I didn’t know that day that S. Hussain Zaidi would become a friend, an extraordinary inside informant about matters relating to crime and punishment, and my guide into the underworld. But that is exactly what happened. Over the next few years, as I wrote my novel, Hussain generously shared with me his vast knowledge, his canny experience, and his host of contacts. I can say with certainty that I would not have been able to write my book without his ever-ready help and advice.
It makes me very happy that Hussain has finished his magnum opus,
Dongri to Dubai
, so that the general reader can now benefit from his expertise. This book does much more than narrate the saga of one man’s rise, it brings alive the entire culture of crime that has grown and formed itself over the last half century in India. And as much as we like to distance ourselves by pretending that the underworld exists quite literally under us, beneath us, the truth—as Hussain shows—is that we mingle with it every day. The influence of organised crime reaches into the economy, our polity, and everyday life.

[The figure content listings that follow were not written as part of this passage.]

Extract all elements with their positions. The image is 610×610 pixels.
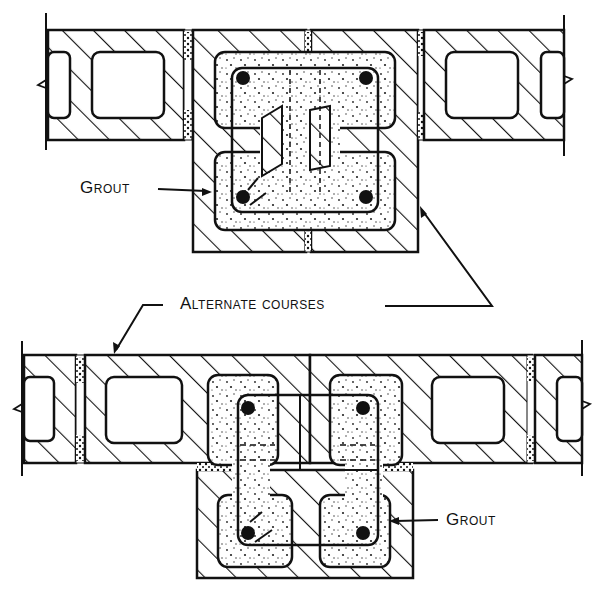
rebar-icon [359, 71, 373, 85]
grout-label-top: Grout [80, 178, 130, 198]
grout-label-bottom: Grout [446, 510, 496, 530]
top-course [38, 13, 572, 252]
rebar-icon [359, 190, 373, 204]
rebar-icon [241, 401, 255, 415]
rebar-icon [241, 526, 255, 540]
bottom-course [14, 340, 590, 578]
rebar-icon [356, 401, 370, 415]
rebar-icon [236, 190, 250, 204]
rebar-icon [236, 71, 250, 85]
rebar-icon [356, 526, 370, 540]
alternate-courses-label: Alternate courses [180, 294, 325, 314]
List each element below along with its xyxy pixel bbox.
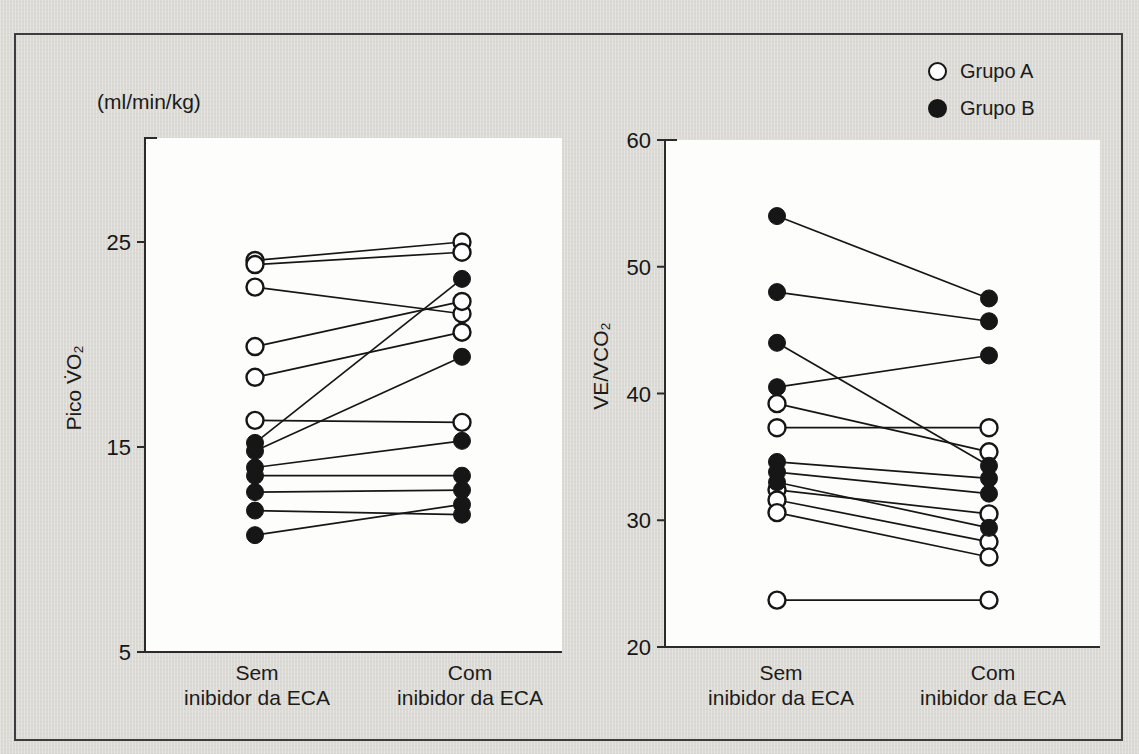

Yet, our knowledge of the intentions and operations of the players on all sides of the law is mostly a mixture of legend and conjecture. Our histories begin with a few names—Haji Mastan, Varadarajan, Karim Lala — imbued with dread, and continue with still others —Dawood, Chhota Rajan, Abu Salem—haloed with matinee glamour. What we have lacked is a narrative that provides both detail and perspective, that lays out the entire bloody saga of power-mongering, money, and murder.
Dongri to Dubai
is that necessary book, and more. It gives us an account that is vast in its scope and yet intimate in its understanding of motive and desire. Hussain moves us from the small gangs of early post-Independence India to the corporatising consolidations of the eighties and through the sanguine street wars of the nineties; we better comprehend our present, with its abiding undercurrent of terror, if we follow the tangled, stranger-than-fiction history that puts an Indian gangster in a safe-house in Karachi, with a daughter married to the son of a national celebrity, and his coffers enriched by the bootleg sales of Mumbai movies to Pakistanis.